The campaign in support of the Abdulkahar family that brought over three thousand people out onto the streets of Forest Gate on 18 June was rooted amongst younger members of Newham’s mosques but from the very beginning looked outward. It sought a united response from everyone in the area who wanted to express their support and solidarity with the two families – and with cousins of Jean Charles de Menezes, who marched alongside them. Every church in the borough was contacted and the local Sikh temple gave away free drinks to the marchers, whose numbers reflected the huge diversity of nationalities locally.

This is the story that the press completely missed. Most journalists learned nothing from spending ten days camped in Forest Gate, preferring to follow the police’s simplistic lead in seeing the ‘Muslim community’ as separate, insular and isolated. Rather than talking to local people, supposedly respectable broadcasters like Channel 4 wanted to find ‘a Muslim’ to respond to the hopeless apology from Assistant Commissioner Andy Hayman, choosing to ignore the fact that most people in Forest Gate felt we were all due an apology for the shooting of one of our neighbours.

As we struggled for ways to articulate the concerns expressed to us, campaigners witnessed the apparent contradiction of the community where the raid took place. On the one hand, it has one of London’s few ‘ethnic majorities’ with a population that is constantly shifting and changing, but at the same time there is an underlying tradition of community activism that local residents have managed to hold on to. It’s part of the reason I like living in Newham so much. Time and again, NMP activists heard people refer to local struggles of the 1980s, such as the Newham 7 and Newham 8 campaigns, when expressing their sympathy and support for Mohammed, Adul and their family.

Newham Monitoring Project, which has witnessed many changes in its fortunes over the years, was able to very effectively draw on the recognition and experience it has maintained over 25 years in Newham to help organise public responses to the police actions, whilst the network of Muslim activists who mobilised for the march in Forest Gate revitalised the alliance that came together to organise the ten-thousand-strong local demonstration against the start of the war in Iraq in 2003. At a local level, they reflect the wider trend among young Muslims to find new allies that found its expression in the anti-war movement.

Arguably the greatest irony of the bungled and potentially lethal raid in Forest Gate on 2 June is that it has brought both local residents and local communities closer together. The problem for the police and for their masters in Downing Street and Mayor Ken Livingstone’s office is that it is largely in revulsion and disgust at the way the police acted.

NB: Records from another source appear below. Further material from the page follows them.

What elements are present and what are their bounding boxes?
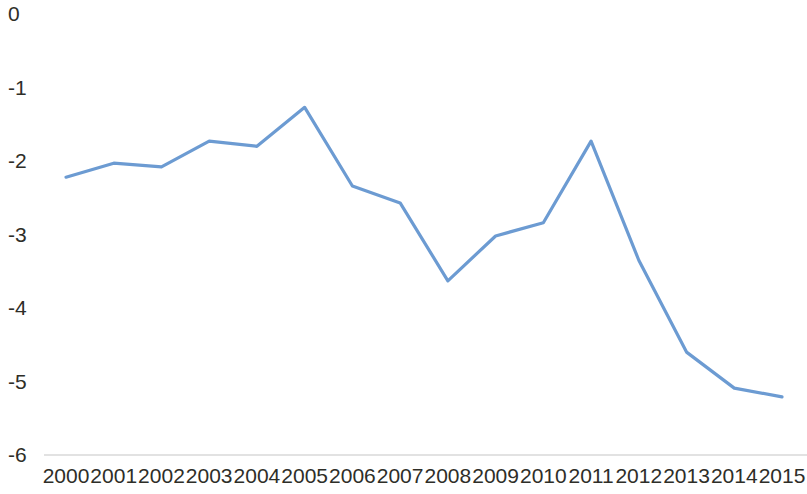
chart-svg	[0, 0, 807, 494]
x-axis-tick-label: 2009	[472, 464, 519, 487]
x-axis-tick-label: 2014	[711, 464, 758, 487]
x-axis-tick-label: 2013	[663, 464, 710, 487]
x-axis-tick-label: 2008	[425, 464, 472, 487]
line-chart: 0-1-2-3-4-5-6 20002001200220032004200520…	[0, 0, 807, 494]
x-axis-tick-label: 2010	[520, 464, 567, 487]
x-axis-tick-label: 2000	[43, 464, 90, 487]
x-axis-tick-label: 2003	[186, 464, 233, 487]
x-axis-tick-label: 2012	[615, 464, 662, 487]
plot-area	[0, 0, 807, 494]
x-axis-tick-label: 2007	[377, 464, 424, 487]
x-axis-tick-label: 2011	[568, 464, 613, 487]
x-axis-tick-label: 2002	[138, 464, 185, 487]
x-axis-tick-label: 2006	[329, 464, 376, 487]
x-axis-tick-label: 2015	[759, 464, 806, 487]
data-series-line	[66, 107, 782, 397]
x-axis-tick-label: 2004	[234, 464, 281, 487]
x-axis-tick-label: 2001	[90, 464, 137, 487]
x-axis-tick-label: 2005	[281, 464, 328, 487]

No amount of self-deluding statements about "partnership and cooperation" with communities in Newham is going to change that fact. It is also clear that because the police operation was planned and controlled centrally by the Met’s gung-ho Specialist Operations Directorate, local police commanders are now finding it almost impossible to respond to the difficult questions they have been faced with. NMP continues to argue that there can be no blank cheque, no hiding behind the threat of terrorism to justify the shooting of an innocent man. We have therefore called upon the architect of the raid, Andy Hayman, to come down to Newham and address local people’s concerns in person. On the evidence we have collected, if he agrees he’s going to have some serious explaining to do.

Kevin Blowe is an activist with the Newham Monitoring Project, and is also involved with running RAN's sister site, Radical Activist Newham.